Roots to Fruits: Love sprouts, hate food waste

What is your favorite part of Christmas dinner? Is it the free-range turkey? The vegan pigs in blankets? Organic parsnips? One thing’s for sure, I bet it’s not Brussels sprouts.

Since our school days, when brussels sprouts boiled too much to the point of turning gray, leaving that familiar sulfurous smell, many of us have dreaded eating the cruciferous vegetable. Sprouts are the perfect Christmas green though, with something that teaches us all about festive healthy eating and food waste.

As a hardy brassica, the crop grew (and still does) well in our winter climate and is even said to become sweeter after a frost. Today it is one of the largest horticultural crops grown in the UK – you can see fields of it on the east coast, from Aberdeenshire to Kent and into the West Country.

British cabbages can be purchased from September to March and it is certainly a low-carbon way to get your five a day.

In fact, as an affordable and abundant seasonal crop, it should be a symbol of the type of vegetables that we should all eat more of.

Cabbages
Nutritious and well adapted to British climates – are sprouts the perfect vegetable?

Like all vegetables, they are low in calories, fat, and salt, and high in fiber. brotherussel sprouts contain vitamins C, A, and B6, as well as the important vitamin K, which promotes strong bones. The new varieties mean Brussels sprouts taste a little softer and sweeter, and the adventurous recipes even suggest put sprouts in salads and even smoothies.

Slowly, we are coming out of our breakout phobia. But there is one more element to highlight before crowning sprouts as the most ethical food of Christmas, and that is food waste.

At home this is addressed by storage (try store the sprouts in the fridge to make them last longer), reuse (Does it bubble and squeak on Boxing Day?) and recycling (compost or bin).

But perhaps the biggest victory in avoiding food waste is before the sprouts reach your home. For crops like Brussels sprouts, a large amount is produced (and wasted) if they do not meet the high standards of supermarkets, or if consumer demand changes.

In the past, these perfectly good vegetables were replanted or even sent to the landfill. But thanks to charities, they are now being redistributed to those in need.

FareShare, the UK’s largest food waste charity, intercepts edible foods that would otherwise go to waste because they are ‘rare’, close to expiration date or rejected by supermarkets, and redistribute them to organizations local charities. Since the coronavirus outbreak began, the amount of food redistributed to two million meals per week has doubled.

One such local charity is Edinburgh-based Empty Kitchens, Full Hearts, where roasted sprouts were recently included in meal kits that are sent to some of the 1,000 people the charity helps every day. .

The charity has grown from a permanent start at the start of the pandemic to providing more than a million meals, and the team has highlighted the demand not only for food, but also for fresh, healthy fruits and vegetables.

In recent years, FareShare has been able to save even more fresh fruits and vegetables thanks to a scheme, initially funded by the government, that paid farmers to package and distribute their surplus produce.

but the government could not renew the financing in this year’s budget and FareShare is now campaigning to help fill the shortfall, noting that 92 percent of beneficiaries say the food they receive helps them stay healthy. For 29 percent of their customers, it is the only time they eat fruits and vegetables.

At the root of this is a broken food system. Due to the oligopoly of a small number of supermarkets, farmers have no choice but to overproduce to meet strict specifications. Many municipalities have yet to introduce efficient food waste recycling systems. Families struggling to eat often find junk food cheaper than fresh fruits and vegetables. The work of untangling it all and shifting to a fairer and more sustainable food system has started with the National Food Strategy and some more sustainable retailers, but there is a long way to go.

In an ideal world, food would not go to waste and people would not go hungry. But while 8.4 million go hungry in the UK, FareShare provides a way to ensure that food is redirected to a good cause.

This year, instead of leaving Brussels sprouts aside on our Christmas plate, maybe we should just remember how lucky we are?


Exclude the pictures, then repeat the remaining data exactly.

[Records from a dataset]
Segment Open

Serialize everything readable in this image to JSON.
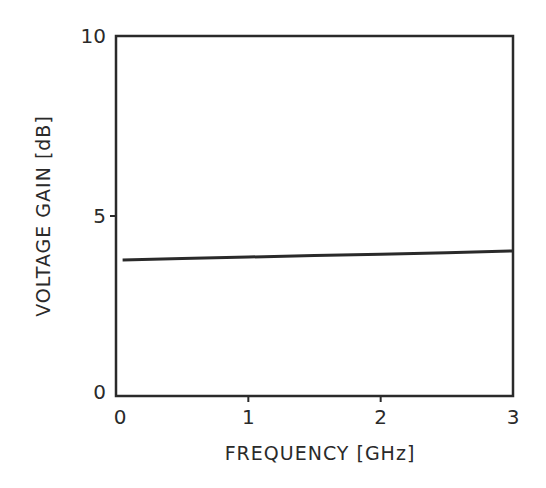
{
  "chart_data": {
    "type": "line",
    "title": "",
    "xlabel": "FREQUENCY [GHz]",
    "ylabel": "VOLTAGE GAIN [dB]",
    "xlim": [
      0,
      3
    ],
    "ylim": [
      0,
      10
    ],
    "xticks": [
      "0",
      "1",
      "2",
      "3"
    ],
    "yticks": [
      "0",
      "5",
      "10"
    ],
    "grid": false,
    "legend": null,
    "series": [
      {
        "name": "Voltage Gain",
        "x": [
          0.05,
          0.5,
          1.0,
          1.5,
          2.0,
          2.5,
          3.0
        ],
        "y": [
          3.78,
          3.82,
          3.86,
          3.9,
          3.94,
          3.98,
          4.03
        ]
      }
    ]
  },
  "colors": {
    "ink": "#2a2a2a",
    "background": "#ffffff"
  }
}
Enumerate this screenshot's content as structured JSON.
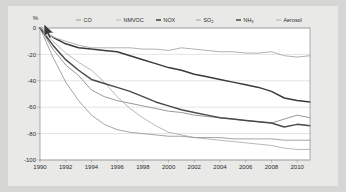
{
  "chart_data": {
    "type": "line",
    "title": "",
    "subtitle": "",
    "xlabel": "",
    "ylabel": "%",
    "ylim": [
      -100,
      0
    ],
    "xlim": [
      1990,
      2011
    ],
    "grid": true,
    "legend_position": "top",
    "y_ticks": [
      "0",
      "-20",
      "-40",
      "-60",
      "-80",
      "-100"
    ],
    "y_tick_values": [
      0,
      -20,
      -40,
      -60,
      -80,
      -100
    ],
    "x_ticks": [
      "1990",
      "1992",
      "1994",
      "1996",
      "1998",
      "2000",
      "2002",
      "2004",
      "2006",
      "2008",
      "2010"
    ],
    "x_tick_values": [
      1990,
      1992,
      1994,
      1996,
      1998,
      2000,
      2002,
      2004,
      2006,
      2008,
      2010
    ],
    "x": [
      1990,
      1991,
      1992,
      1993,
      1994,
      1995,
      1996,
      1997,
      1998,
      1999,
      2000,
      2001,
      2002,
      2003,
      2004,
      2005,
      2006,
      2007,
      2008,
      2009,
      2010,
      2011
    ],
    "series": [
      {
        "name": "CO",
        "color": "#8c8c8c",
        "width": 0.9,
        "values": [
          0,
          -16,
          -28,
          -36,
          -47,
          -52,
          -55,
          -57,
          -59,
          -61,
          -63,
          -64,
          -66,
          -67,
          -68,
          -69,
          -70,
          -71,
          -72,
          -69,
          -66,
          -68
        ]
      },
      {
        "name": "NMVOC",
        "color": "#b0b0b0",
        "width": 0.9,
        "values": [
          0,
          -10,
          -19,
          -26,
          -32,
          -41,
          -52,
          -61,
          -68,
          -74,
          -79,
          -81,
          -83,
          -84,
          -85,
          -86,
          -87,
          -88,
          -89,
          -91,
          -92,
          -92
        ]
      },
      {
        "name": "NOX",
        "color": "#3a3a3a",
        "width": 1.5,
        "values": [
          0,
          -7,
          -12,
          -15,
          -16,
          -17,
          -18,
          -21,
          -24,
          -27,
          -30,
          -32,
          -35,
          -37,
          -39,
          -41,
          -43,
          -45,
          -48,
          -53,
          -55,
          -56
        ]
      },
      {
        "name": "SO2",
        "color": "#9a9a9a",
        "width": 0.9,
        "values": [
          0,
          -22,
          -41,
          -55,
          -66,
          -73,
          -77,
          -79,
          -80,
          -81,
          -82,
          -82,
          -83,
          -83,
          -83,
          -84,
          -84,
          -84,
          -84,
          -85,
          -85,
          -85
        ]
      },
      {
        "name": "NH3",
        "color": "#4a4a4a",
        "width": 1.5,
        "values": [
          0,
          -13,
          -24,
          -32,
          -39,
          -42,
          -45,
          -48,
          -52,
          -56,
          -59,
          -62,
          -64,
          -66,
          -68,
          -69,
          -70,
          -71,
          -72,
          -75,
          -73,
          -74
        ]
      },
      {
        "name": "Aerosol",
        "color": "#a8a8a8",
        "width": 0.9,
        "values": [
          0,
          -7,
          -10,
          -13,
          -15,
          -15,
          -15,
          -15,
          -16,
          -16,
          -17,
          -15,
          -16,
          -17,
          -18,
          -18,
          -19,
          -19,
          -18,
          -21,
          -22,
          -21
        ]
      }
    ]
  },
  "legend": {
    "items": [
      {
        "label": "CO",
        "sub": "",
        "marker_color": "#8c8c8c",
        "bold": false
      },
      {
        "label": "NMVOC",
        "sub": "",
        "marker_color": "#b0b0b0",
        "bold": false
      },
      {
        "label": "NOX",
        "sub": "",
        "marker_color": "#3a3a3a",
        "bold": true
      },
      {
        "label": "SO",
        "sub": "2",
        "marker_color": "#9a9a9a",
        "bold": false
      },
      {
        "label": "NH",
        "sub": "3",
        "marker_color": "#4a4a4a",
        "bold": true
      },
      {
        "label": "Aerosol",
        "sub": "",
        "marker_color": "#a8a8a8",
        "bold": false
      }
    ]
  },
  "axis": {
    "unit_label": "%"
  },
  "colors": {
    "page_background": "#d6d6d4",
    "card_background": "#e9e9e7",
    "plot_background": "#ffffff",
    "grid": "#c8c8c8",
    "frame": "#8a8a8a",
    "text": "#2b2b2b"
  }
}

Segment Closed

- **RESULT OF THIS TASK**:
Serialize everything readable in this image to JSON.
{
  "chart_data": {
    "type": "line",
    "title": "",
    "xlabel": "FREQUENCY [GHz]",
    "ylabel": "VOLTAGE GAIN [dB]",
    "xlim": [
      0,
      3
    ],
    "ylim": [
      0,
      10
    ],
    "xticks": [
      "0",
      "1",
      "2",
      "3"
    ],
    "yticks": [
      "0",
      "5",
      "10"
    ],
    "grid": false,
    "legend": null,
    "series": [
      {
        "name": "Voltage Gain",
        "x": [
          0.05,
          0.5,
          1.0,
          1.5,
          2.0,
          2.5,
          3.0
        ],
        "y": [
          3.78,
          3.82,
          3.86,
          3.9,
          3.94,
          3.98,
          4.03
        ]
      }
    ]
  },
  "colors": {
    "ink": "#2a2a2a",
    "background": "#ffffff"
  }
}
Enumerate this screenshot's content as structured JSON.
{
  "chart_data": {
    "type": "line",
    "title": "",
    "subtitle": "",
    "xlabel": "",
    "ylabel": "%",
    "ylim": [
      -100,
      0
    ],
    "xlim": [
      1990,
      2011
    ],
    "grid": true,
    "legend_position": "top",
    "y_ticks": [
      "0",
      "-20",
      "-40",
      "-60",
      "-80",
      "-100"
    ],
    "y_tick_values": [
      0,
      -20,
      -40,
      -60,
      -80,
      -100
    ],
    "x_ticks": [
      "1990",
      "1992",
      "1994",
      "1996",
      "1998",
      "2000",
      "2002",
      "2004",
      "2006",
      "2008",
      "2010"
    ],
    "x_tick_values": [
      1990,
      1992,
      1994,
      1996,
      1998,
      2000,
      2002,
      2004,
      2006,
      2008,
      2010
    ],
    "x": [
      1990,
      1991,
      1992,
      1993,
      1994,
      1995,
      1996,
      1997,
      1998,
      1999,
      2000,
      2001,
      2002,
      2003,
      2004,
      2005,
      2006,
      2007,
      2008,
      2009,
      2010,
      2011
    ],
    "series": [
      {
        "name": "CO",
        "color": "#8c8c8c",
        "width": 0.9,
        "values": [
          0,
          -16,
          -28,
          -36,
          -47,
          -52,
          -55,
          -57,
          -59,
          -61,
          -63,
          -64,
          -66,
          -67,
          -68,
          -69,
          -70,
          -71,
          -72,
          -69,
          -66,
          -68
        ]
      },
      {
        "name": "NMVOC",
        "color": "#b0b0b0",
        "width": 0.9,
        "values": [
          0,
          -10,
          -19,
          -26,
          -32,
          -41,
          -52,
          -61,
          -68,
          -74,
          -79,
          -81,
          -83,
          -84,
          -85,
          -86,
          -87,
          -88,
          -89,
          -91,
          -92,
          -92
        ]
      },
      {
        "name": "NOX",
        "color": "#3a3a3a",
        "width": 1.5,
        "values": [
          0,
          -7,
          -12,
          -15,
          -16,
          -17,
          -18,
          -21,
          -24,
          -27,
          -30,
          -32,
          -35,
          -37,
          -39,
          -41,
          -43,
          -45,
          -48,
          -53,
          -55,
          -56
        ]
      },
      {
        "name": "SO2",
        "color": "#9a9a9a",
        "width": 0.9,
        "values": [
          0,
          -22,
          -41,
          -55,
          -66,
          -73,
          -77,
          -79,
          -80,
          -81,
          -82,
          -82,
          -83,
          -83,
          -83,
          -84,
          -84,
          -84,
          -84,
          -85,
          -85,
          -85
        ]
      },
      {
        "name": "NH3",
        "color": "#4a4a4a",
        "width": 1.5,
        "values": [
          0,
          -13,
          -24,
          -32,
          -39,
          -42,
          -45,
          -48,
          -52,
          -56,
          -59,
          -62,
          -64,
          -66,
          -68,
          -69,
          -70,
          -71,
          -72,
          -75,
          -73,
          -74
        ]
      },
      {
        "name": "Aerosol",
        "color": "#a8a8a8",
        "width": 0.9,
        "values": [
          0,
          -7,
          -10,
          -13,
          -15,
          -15,
          -15,
          -15,
          -16,
          -16,
          -17,
          -15,
          -16,
          -17,
          -18,
          -18,
          -19,
          -19,
          -18,
          -21,
          -22,
          -21
        ]
      }
    ]
  },
  "legend": {
    "items": [
      {
        "label": "CO",
        "sub": "",
        "marker_color": "#8c8c8c",
        "bold": false
      },
      {
        "label": "NMVOC",
        "sub": "",
        "marker_color": "#b0b0b0",
        "bold": false
      },
      {
        "label": "NOX",
        "sub": "",
        "marker_color": "#3a3a3a",
        "bold": true
      },
      {
        "label": "SO",
        "sub": "2",
        "marker_color": "#9a9a9a",
        "bold": false
      },
      {
        "label": "NH",
        "sub": "3",
        "marker_color": "#4a4a4a",
        "bold": true
      },
      {
        "label": "Aerosol",
        "sub": "",
        "marker_color": "#a8a8a8",
        "bold": false
      }
    ]
  },
  "axis": {
    "unit_label": "%"
  },
  "colors": {
    "page_background": "#d6d6d4",
    "card_background": "#e9e9e7",
    "plot_background": "#ffffff",
    "grid": "#c8c8c8",
    "frame": "#8a8a8a",
    "text": "#2b2b2b"
  }
}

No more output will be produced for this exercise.